NEW YORK PUBLIC RADIO:
Guggenheim Director Steps Down
Philippe de Montebello's Retirement
Fall '07 Art Auctions
Metropolitan Museum's "Age of Rembrandt" Show
Commentary on the Art Market
Tour of Sculpture Gardens, with Slideshow
Audio Commentary on the Met's New Greek and Roman Galleries
Glenn Lowry's Unorthodox Compensation Package
Commentary on the Art Market

PHILADELPHIA PUBLIC RADIO:
Museums' Purchase and Sale of Eakins' Works (about one-third of the way into the program)
Pennsylvania Academy of the Fine Arts' sale of Eakins' "The Cello Player"

BBC-TV:
Impressionist/Modern Auction at Sotheby's

more of me elsewhere

Blogroll

About this Entry

This page contains a single entry by CultureGrrl published on December 24, 2007 12:30 AM.

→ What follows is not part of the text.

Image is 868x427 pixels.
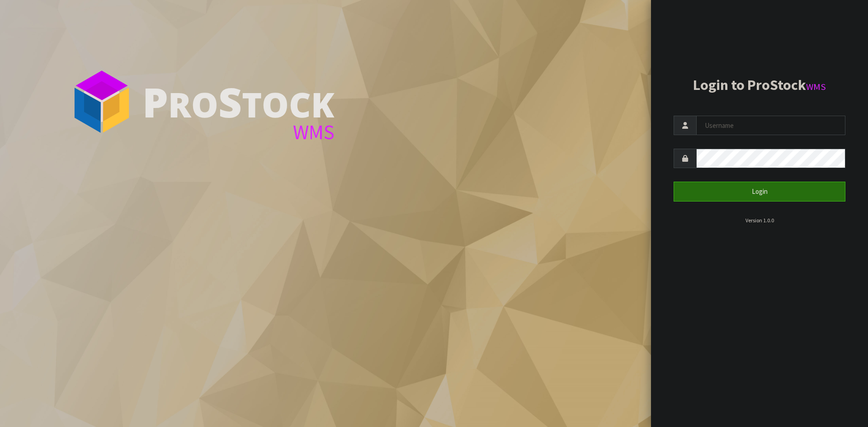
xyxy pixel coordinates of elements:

My Final Hipster Post? was the previous entry in this blog.

NY Philharmonic's Korean Overture: An American in Pyongyang is the next entry in this blog.

Find recent content on the main index or look in the archives to find all content.

AJ Ads



AJ Blogs

AJBlogCentral | rss

culture
About Last Night
Terry Teachout on the arts in New York City
Artful Manager
Andrew Taylor on the business of arts & culture
blog riley
rock culture approximately
CultureGulf
Rebuilding Gulf Culture after Katrina
diacritical
Douglas McLennan's blog
Flyover
Art from the American Outback
Rockwell Matters
John Rockwell on the arts
Straight Up |
Jan Herman - arts, media & culture with 'tude

dance
Foot in Mouth
Apollinaire Scherr talks about dance
Seeing Things
Tobi Tobias on dance et al...

media
Out There
Jeff Weinstein's Cultural Mixology
Serious Popcorn
Martha Bayles on Film...

music
The Future of Classical Music?
Greg Sandow performs a book-in-progress
Jazz Beyond Jazz
Howard Mandel's freelance Urban Improvisation
ListenGood
Focus on New Orleans. Jazz and Other Sounds
On the Record
Exploring Orchestras w/ Henry Fogel
PostClassic
Kyle Gann on music after the fact
Rifftides
Doug Ramsey on Jazz and other matters...
Sandow
Greg Sandow on the future of Classical Music
Slipped Disc
Norman Lebrecht on Shifting Sound Worlds

publishing
book/daddy
Jerome Weeks on Books
Quick Study
Scott McLemee on books, ideas & trash-culture ephemera

visual
Aesthetic Grounds
Public Art, Public Space
Artopia
John Perreault's art diary
CultureGrrl
Lee Rosenbaum's Cultural Commentary
Modern Art Notes
Tyler Green's modern & contemporary art blog
Creative Commons License
This weblog is licensed under a Creative Commons License.